India can have its own disaster response model: Health Min
New Delhi: Stressing on the need to adopt best practices from the past few decades, Union Health Minister Mansukh Mandaviya has on Tuesday said that India’s model can learn from the best global practices and could go beyond the Standard Operating Procedures (SoPs) to become flexible and agile to deal with exigencies on the ground.
“Being a vast country with diverse terrains, India can have its own disaster response model which can be emulated by other countries,” Mandaviya said.
“While it is important to learn from global best practices and follow SOPs, let us learn from the national examples of emergency and disaster response in the past few decades and enrich our model from learning and insights from these,” he said while addressing the consultative workshop on ‘National Emergency Medical Team, India’.
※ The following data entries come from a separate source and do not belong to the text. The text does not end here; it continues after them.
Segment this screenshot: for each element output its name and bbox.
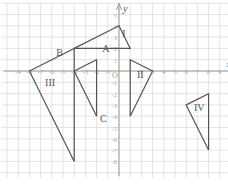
- y-tick-label: 3: [114, 34, 117, 41]
- y-tick-label: -2: [112, 91, 117, 98]
- shape-label-a: A: [102, 43, 110, 54]
- y-tick-label: -8: [112, 158, 117, 165]
- x-tick-label: -3: [82, 68, 88, 76]
- x-tick-label: -1: [105, 68, 111, 76]
- x-tick-label: -5: [60, 68, 66, 76]
- y-axis-label: y: [122, 3, 128, 14]
- shape-label-iii: III: [45, 77, 55, 88]
- y-tick-label: -6: [112, 136, 118, 143]
- point-label-c: C: [100, 113, 107, 124]
- origin-label: O: [112, 71, 118, 80]
- y-tick-label: -3: [112, 102, 117, 109]
- x-tick-label: 4: [162, 68, 166, 76]
- y-tick-label: -4: [112, 113, 118, 120]
- y-tick-label: 5: [114, 12, 117, 19]
- y-tick-label: -5: [112, 125, 117, 132]
- x-tick-label: 9: [218, 68, 222, 76]
- shape-labels: IAIIIIIIVBC: [45, 28, 205, 124]
- shape-label-ii: II: [137, 69, 144, 80]
- y-tick-label: 1: [114, 57, 117, 64]
- x-axis-label: x: [226, 59, 228, 69]
- y-tick-label: -1: [112, 79, 117, 86]
- coordinate-plane: yx -9-8-7-6-5-4-3-2-112345678954321-1-2-…: [0, 0, 228, 185]
- y-tick-label: -7: [112, 147, 118, 154]
- shape-label-i: I: [122, 28, 125, 39]
- x-tick-label: 5: [173, 68, 177, 76]
- point-label-b: B: [56, 47, 63, 58]
- x-tick-label: -9: [15, 68, 21, 76]
- shape-label-iv: IV: [194, 102, 205, 113]
- x-tick-label: 6: [184, 68, 188, 76]
- x-tick-label: 7: [196, 68, 200, 76]
- x-tick-label: 8: [207, 68, 211, 76]
- x-tick-label: -6: [49, 68, 55, 76]
- x-tick-label: -7: [38, 68, 44, 76]
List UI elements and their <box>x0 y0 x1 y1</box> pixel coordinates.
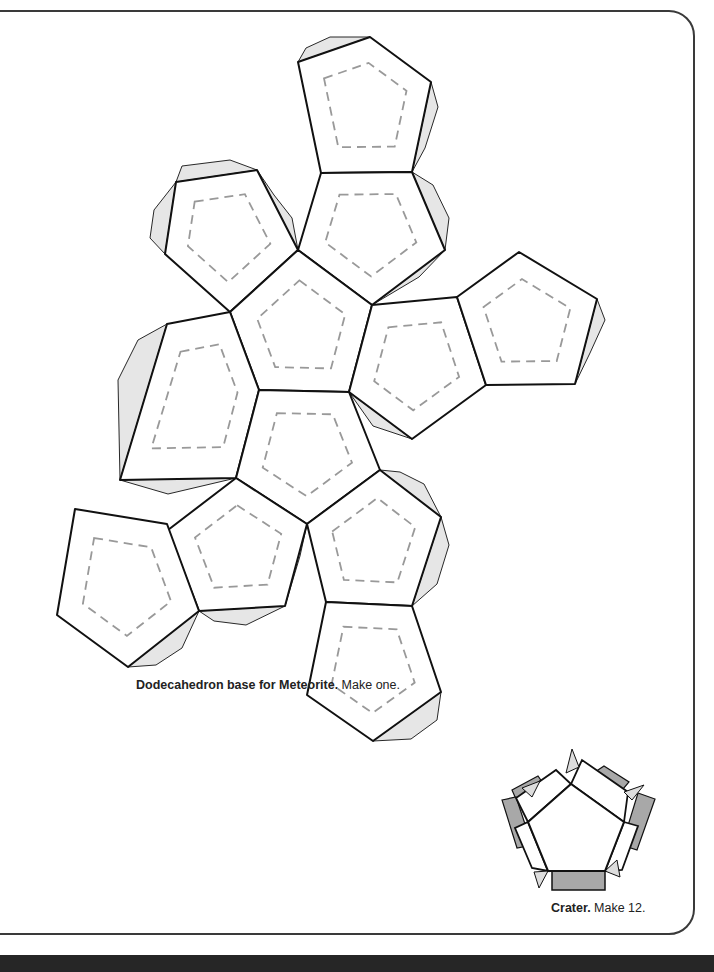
crater-caption-instruction: Make 12. <box>591 901 646 915</box>
base-caption: Dodecahedron base for Meteorite. Make on… <box>136 678 400 692</box>
dodecahedron-net <box>0 0 714 972</box>
crater-piece <box>502 749 655 890</box>
bottom-band <box>0 955 714 972</box>
crater-caption: Crater. Make 12. <box>551 901 646 915</box>
pentagon-face <box>298 37 431 173</box>
base-caption-title: Dodecahedron base for Meteorite. <box>136 678 338 692</box>
crater-corner-tab <box>534 871 548 888</box>
base-caption-instruction: Make one. <box>338 678 400 692</box>
crater-tab <box>552 870 605 890</box>
crater-caption-title: Crater. <box>551 901 591 915</box>
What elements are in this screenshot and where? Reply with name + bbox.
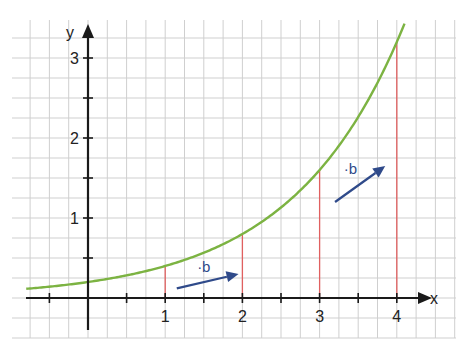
exponential-chart: 1234123 ·b·b x y	[0, 0, 458, 345]
y-tick-label: 3	[70, 50, 79, 67]
y-axis-arrow-icon	[82, 24, 94, 38]
y-tick-label: 2	[70, 130, 79, 147]
y-tick-label: 1	[70, 210, 79, 227]
arrow-head-icon	[372, 166, 385, 177]
factor-label: ·b	[344, 160, 357, 177]
x-tick-label: 4	[392, 308, 401, 325]
grid	[12, 20, 456, 338]
tick-labels: 1234123	[70, 50, 401, 325]
x-axis-label: x	[430, 290, 438, 307]
y-axis-label: y	[66, 24, 74, 41]
arrow-head-icon	[226, 271, 239, 282]
x-tick-label: 1	[161, 308, 170, 325]
exponential-curve	[26, 24, 404, 289]
factor-label: ·b	[197, 258, 210, 275]
x-tick-label: 2	[238, 308, 247, 325]
x-tick-label: 3	[315, 308, 324, 325]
“The multi-sectoral and multi-layered learning need to be incorporated in the training and capacity building modules of the national architecture of emergency response and management,” Mandaviya said.
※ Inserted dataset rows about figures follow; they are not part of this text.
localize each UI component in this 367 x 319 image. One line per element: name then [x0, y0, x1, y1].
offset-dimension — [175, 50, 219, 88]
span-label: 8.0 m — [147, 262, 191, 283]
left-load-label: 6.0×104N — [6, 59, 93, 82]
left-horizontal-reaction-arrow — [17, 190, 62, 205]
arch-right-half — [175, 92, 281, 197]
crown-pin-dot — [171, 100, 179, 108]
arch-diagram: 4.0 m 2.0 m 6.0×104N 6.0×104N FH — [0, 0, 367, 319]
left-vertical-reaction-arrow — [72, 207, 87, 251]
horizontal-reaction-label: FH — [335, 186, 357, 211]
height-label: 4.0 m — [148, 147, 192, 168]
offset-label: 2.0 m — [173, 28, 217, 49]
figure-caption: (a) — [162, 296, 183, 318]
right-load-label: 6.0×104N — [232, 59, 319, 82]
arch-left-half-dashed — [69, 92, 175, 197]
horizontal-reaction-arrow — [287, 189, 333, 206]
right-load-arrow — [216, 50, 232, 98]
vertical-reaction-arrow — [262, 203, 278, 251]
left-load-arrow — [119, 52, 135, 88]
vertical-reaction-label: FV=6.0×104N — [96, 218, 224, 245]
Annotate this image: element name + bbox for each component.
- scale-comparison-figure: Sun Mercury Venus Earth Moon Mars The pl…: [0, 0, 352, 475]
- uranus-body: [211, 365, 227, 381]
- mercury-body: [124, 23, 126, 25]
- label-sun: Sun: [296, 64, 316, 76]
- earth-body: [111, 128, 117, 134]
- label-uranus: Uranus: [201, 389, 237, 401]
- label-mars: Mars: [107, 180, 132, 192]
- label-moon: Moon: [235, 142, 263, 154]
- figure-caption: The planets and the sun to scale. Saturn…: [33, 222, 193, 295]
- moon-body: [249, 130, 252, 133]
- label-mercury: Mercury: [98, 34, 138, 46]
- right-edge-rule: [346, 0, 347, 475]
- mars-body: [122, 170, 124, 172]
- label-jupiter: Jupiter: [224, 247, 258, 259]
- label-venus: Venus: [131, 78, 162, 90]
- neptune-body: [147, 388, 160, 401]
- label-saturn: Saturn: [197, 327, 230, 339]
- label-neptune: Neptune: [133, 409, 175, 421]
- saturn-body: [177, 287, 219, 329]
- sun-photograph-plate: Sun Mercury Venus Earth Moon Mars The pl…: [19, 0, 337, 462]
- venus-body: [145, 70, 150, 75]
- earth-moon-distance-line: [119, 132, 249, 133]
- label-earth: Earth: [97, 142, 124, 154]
The purpose of the two-day workshop is to bring together all stakeholders of the NEMT initiative to deliberate on the policy, strategy, roles and responsibilities of the initiative and prepare a roadmap for integrating the needs of the country for disaster preparedness aligning with the health needs during such situations, the ministry has said in an official statement.
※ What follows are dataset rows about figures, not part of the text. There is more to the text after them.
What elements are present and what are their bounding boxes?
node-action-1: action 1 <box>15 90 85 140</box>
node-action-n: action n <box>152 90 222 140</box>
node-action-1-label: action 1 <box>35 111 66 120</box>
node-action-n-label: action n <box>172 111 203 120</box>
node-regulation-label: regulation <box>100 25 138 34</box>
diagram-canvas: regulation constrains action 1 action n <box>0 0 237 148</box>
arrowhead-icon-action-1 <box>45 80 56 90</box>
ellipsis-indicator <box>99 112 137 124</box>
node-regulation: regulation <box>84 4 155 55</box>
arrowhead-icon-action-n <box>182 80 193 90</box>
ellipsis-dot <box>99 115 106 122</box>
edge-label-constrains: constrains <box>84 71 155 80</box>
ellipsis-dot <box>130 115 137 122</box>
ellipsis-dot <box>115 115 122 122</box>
Prevention of health emergencies, preparedness and responses form one of the priority areas under the G20 Health Track agenda and this is the first meeting after the G20 Health Working Group meeting in Kerala’s Thiruvananthapuram which took place from 18-20.
Union Health Secretary Rajesh Bhushan emphasised the importance of collaboration between the NDMA, NDRF, state agencies, emergency service providers, trauma centres etc and stressed the need for synergizing efforts between them to ensure agility, rapid and effective response.